Today we commemorate the fathers of the Seventh Ecumenical Council, the Second Council of Nicaea. This council was called together by the Empress Irene in 787 to condemn the heresy of iconoclasm that had broken out in the Church much earlier in the eighth century. We know that, even though this council condemned the heresy and restored the icons to their place of veneration in the Church, iconoclasm was to break out again in the ninth century and lasted until it was finally destroyed by the Empress Theodora. Today's feast commemorates all of those saints who were among those Empress Irene, but it also commemorates all those who struggled against the heresy of iconoclasm, and who laid the theological foundation for the eventual triumph of Orthodoxy.
The theological foundation laid by the great Fathers of the Church, Saint John of Damascus and Saint Theodore the Studite, is actually very simple in its directness and subtlety. It uses the evidence of the Scriptures, first of all, to show that not all images were forbidden under the Law of Moses, but, actually, only images of false gods, This is so, because, while the Lord God seems to forbid images in the Ten Commandments, further on in the Torah, in the discussion concerning the building of the Tabernacle, He commands the making of images. He instructs the people of Israel to make gold cherubim to adorn the lid of the Ark of the Covenant.
Yes, the only images that were in fact forbidden even under the Old Law were images of false gods. Other images, those commanded in the Torah, were recognized to be useful for devotion.
But that consideration, in itself, brings us to the second essential part of the theological argument of orthodoxy in favor of the images. While it is true that the Torah commands the making of images, where is the justification for the veneration of those images? It is in the Incarnation of Our Lord, God and Savior Jesus Christ itself. Saint Paul affirms in the Letter to the Colossians that in Christ the invisible God has become visible when the Apostle says: "He [Christ] is the image of the invisible God." Thus, because Christ has become man, taking on human nature as the means for our salvation, it has become possible to make images of Him, the True God.
This fact brings us to the third conclusion, which rests upon the truth of nature itself, namely the idea that whatever is done to the image is transferred to the prototype. In human cultures the world over, it is a commonplace that we show displeasure for worldly rulers and public figures by disfiguring and destroying their images. Thus, for example, we observe the universal practice of "burning in effigy," taking the image of a hated politician and setting it on fire. Everyone instinctually knows that this action is an insult to the person himself. The action against the image is transferred to the prototype, because the image participates in the identity of the prototype.
Since the very earliest days of Christianity, the existence of the icons has always been connected with the greatest of all icons, which by its existence itself seemed to justify and promote the existence of all the holy images. That icon is referred to as The Icon Not Made By Hands. This famous image of the face of the Lord Jesus was said to have been miraculously made by the Lord Jesus Himself, when He pressed His face against a cloth, which He sent to Abgar, the King of Edessa. Looking upon this image cured the king of leprosy.
The Icon Not Made By Hands in turn makes us contemplate the other, foundational "icon not made by hands," the image of God made in the very beginning: the human being. The very first book of the Bible, the Book of Genesis, tells us, "God said, 'Let us make the human being in our image and likeness... in the image of God He made them; male and female He created them.'" The likeness of that image was lost through sin, it is true, but it has been restored in Christ, the Image of the Invisible God. In Christ, we are all now renovated images of God, restored to the original glory of the likeness of God. This is the foundation of all of Christian ethics. We don't treat the images of God casually, carelessly or with contempt. We have the utmost respect for these "icons not made by hands" because whatever is done to the image is transferred to the prototype.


• **Required action**
Pick out all lines of the entries that include the word "Speedup" and copy them.

• **Supplied material**
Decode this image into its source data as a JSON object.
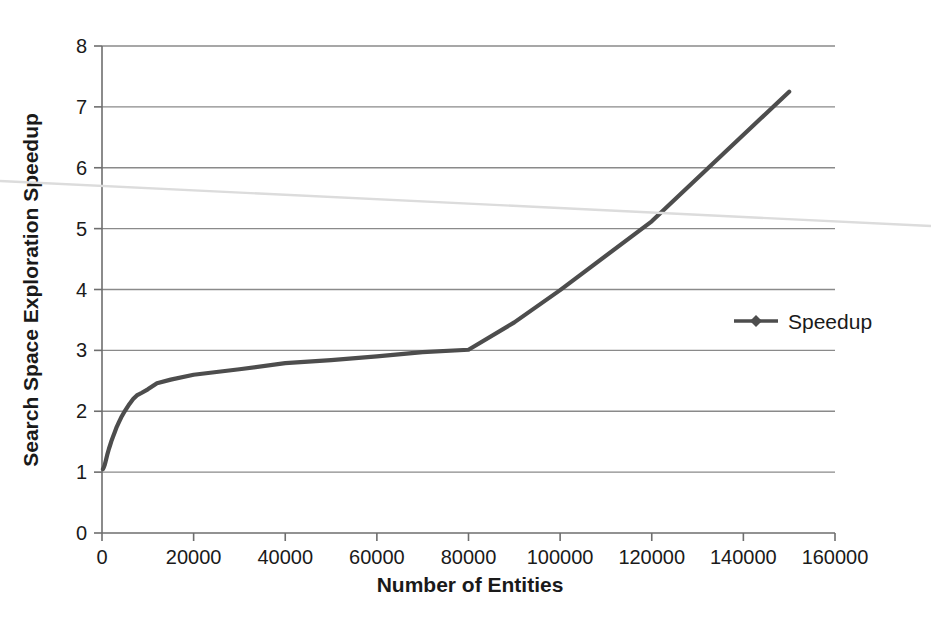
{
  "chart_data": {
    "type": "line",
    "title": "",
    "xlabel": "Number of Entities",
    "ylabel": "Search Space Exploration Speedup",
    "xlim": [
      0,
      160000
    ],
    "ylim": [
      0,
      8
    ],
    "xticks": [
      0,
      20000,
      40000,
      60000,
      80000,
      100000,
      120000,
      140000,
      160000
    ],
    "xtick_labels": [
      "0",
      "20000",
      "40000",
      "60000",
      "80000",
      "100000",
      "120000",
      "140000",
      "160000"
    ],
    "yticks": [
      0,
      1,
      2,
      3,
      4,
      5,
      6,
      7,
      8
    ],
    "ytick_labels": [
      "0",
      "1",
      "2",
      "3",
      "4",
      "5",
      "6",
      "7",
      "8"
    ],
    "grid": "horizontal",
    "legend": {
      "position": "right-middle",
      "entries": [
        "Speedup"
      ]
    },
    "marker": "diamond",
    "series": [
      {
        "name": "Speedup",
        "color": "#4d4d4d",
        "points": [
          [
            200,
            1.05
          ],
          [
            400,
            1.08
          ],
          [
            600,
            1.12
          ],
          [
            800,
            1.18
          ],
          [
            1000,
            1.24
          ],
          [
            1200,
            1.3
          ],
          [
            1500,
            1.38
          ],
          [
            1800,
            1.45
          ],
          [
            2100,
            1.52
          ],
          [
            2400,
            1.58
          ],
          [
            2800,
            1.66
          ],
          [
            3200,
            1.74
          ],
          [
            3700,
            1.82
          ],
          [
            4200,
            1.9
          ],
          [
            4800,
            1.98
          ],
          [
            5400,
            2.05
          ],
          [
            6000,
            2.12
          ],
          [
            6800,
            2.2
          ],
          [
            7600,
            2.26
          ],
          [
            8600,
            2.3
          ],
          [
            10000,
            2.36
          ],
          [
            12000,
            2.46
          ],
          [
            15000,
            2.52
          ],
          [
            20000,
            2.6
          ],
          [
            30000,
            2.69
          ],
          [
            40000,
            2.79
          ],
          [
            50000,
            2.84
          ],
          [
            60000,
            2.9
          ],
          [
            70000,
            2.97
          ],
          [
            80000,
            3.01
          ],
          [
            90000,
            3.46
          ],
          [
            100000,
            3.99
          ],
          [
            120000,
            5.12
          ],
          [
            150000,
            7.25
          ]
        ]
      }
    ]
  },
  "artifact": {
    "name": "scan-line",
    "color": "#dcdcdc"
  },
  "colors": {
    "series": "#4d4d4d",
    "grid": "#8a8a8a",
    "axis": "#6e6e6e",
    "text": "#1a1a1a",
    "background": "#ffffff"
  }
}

• **Result of the task**
    "ylabel": "Search Space Exploration Speedup",
        "Speedup"
        "name": "Speedup",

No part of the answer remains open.